The prosecutor, Gerrie Nel, pointed out that
premeditation didn’t need to be a long-held plan; it could be contained in the time it took Pistorius to walk the eight yards or so from his bed—under which he kept his gun, and where Steenkamp had been earlier—to the bathroom, where she had gone.
"The motive was, he wanted to kill,” the prosecutors said.
Earlier in the hearing, he had mentioned that the prosecution had a sense of why Steenkamp had locked herself in that tiny room. (“She locked that door for a purpose. We’ll get to that purpose.”

He said that
legally, in terms of a motive, it would be enough to say that Pistorius walked to the door with a strong desire to kill his girlfriend, but he suggested that there would be more. Early police statements indicated that neighbors had heard exchanges between them; the mother of a former girlfriend also talked about “a few occasions where things could have gone wrong with her and his gun during the time they dated.”
In reply,
Roux kept arguing as if love and premeditation are not compatible things—that if he can only keep finding people who say that Reeva would have said yes if Oscar proposed, then murder would be deemed impossible.

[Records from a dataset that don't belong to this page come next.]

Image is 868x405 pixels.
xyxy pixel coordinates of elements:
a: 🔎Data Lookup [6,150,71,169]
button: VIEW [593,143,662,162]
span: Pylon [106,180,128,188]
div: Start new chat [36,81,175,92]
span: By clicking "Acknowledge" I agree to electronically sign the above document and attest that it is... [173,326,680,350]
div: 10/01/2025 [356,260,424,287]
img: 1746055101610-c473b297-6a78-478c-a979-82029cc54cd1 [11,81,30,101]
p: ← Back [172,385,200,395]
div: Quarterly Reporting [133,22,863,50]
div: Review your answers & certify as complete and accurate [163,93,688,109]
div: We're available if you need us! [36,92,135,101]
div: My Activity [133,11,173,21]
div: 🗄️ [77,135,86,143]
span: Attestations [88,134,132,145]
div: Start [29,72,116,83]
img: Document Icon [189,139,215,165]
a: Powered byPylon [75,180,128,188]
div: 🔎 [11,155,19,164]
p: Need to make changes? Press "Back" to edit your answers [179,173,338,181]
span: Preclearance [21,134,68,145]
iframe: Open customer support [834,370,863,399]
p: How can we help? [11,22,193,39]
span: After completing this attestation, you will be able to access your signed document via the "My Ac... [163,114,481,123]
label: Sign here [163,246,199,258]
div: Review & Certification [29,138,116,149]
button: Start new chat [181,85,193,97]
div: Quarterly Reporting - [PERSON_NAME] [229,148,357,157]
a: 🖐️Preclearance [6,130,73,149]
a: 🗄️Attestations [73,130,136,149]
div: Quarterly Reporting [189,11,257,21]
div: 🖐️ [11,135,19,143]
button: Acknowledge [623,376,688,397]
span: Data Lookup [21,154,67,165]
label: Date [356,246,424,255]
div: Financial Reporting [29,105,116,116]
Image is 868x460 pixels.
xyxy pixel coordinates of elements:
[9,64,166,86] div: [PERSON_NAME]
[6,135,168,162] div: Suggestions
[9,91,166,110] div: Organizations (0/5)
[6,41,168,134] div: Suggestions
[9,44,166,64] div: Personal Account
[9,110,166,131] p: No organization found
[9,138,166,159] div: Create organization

That is not how love or domestic violence work. The belief that they might, has been known to keep women close to people who hurt them. And
regret, as Nel noted, doesn’t undo premeditation. (“If he felt bad after that, that’s something different.”

Neither do tears. Trying to efface the reality of a sad and violent death with protestations of romance is less so. Love may remain; Reeva Steenkamp, however, is dead.